Hi Ville,
since you wrote the latest patches on tuple constructors, do you have an
opinion on this patch, or alternate strategies to achieve the same goal?
https://gcc.gnu.org/ml/libstdc++/2016-04/msg00041.html
On Thu, 21 Apr 2016, Marc Glisse wrote:
On Thu, 21 Apr 2016, Jonathan Wakely wrote:
On 20 April 2016 at 21:42, Marc Glisse wrote:
Hello,
does anyone remember why the move constructor of _Tuple_impl is not
defaulted? The attached patch does not cause any test to fail (whitespace
kept to avoid line number changes). Maybe something about tuples of
references?
I don't know/remember why. It's possible it was to workaround a
front-end bug that required it, or maybe just a mistake and it should
always have been defaulted.
Ok, then how about something like this? In order to suppress the move
constructor in tuple (when there is a non-movable element), we need to
either declare it with suitable constraints, or keep it defaulted and
ensure that we don't bypass a missing move constructor anywhere along
the way (_Tuple_impl, _Head_base).

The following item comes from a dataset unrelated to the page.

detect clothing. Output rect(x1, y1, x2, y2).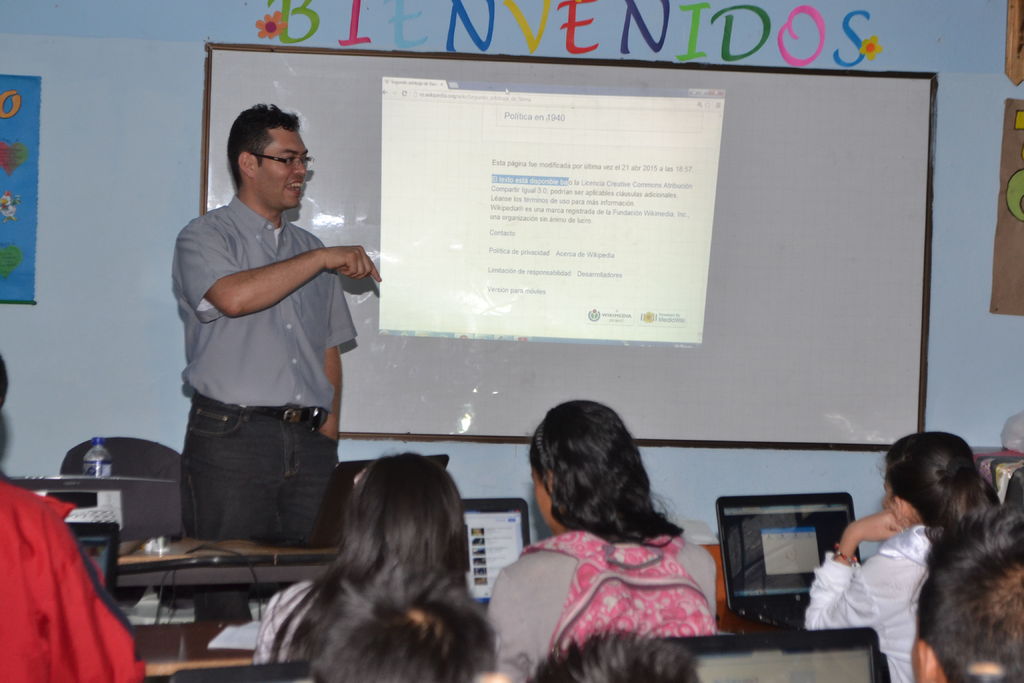
rect(180, 192, 356, 629).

There is a strange mix of 2
strategies in the patch, I prefer the tag class, but I started using
enable_if before I realized how many places needed those horrors.
Bootstrap+regtest on powerpc64le-unknown-linux-gnu.

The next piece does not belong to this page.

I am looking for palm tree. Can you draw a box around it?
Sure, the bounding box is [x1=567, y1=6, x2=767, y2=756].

2016-04-22 Marc Glisse <marc.gli...@inria.fr>
* include/std/tuple (__element_arg_t): New class.
(_Head_base(const _Head&), _Tuple_impl(const _Head&, const
_Tail&...):
Remove.
(_Head_base(_UHead&&)): Add __element_arg_t argument...
(_Tuple_impl): ... and adjust callers.
(_Tuple_impl(_Tuple_impl&&)): Default.
(_Tuple_impl(const _Tuple_impl<other>&),
_Tuple_impl(_Tuple_impl<other>&&), _Tuple_impl(_UHead&&): Constrain.
* testsuite/20_util/tuple/nomove.cc: New.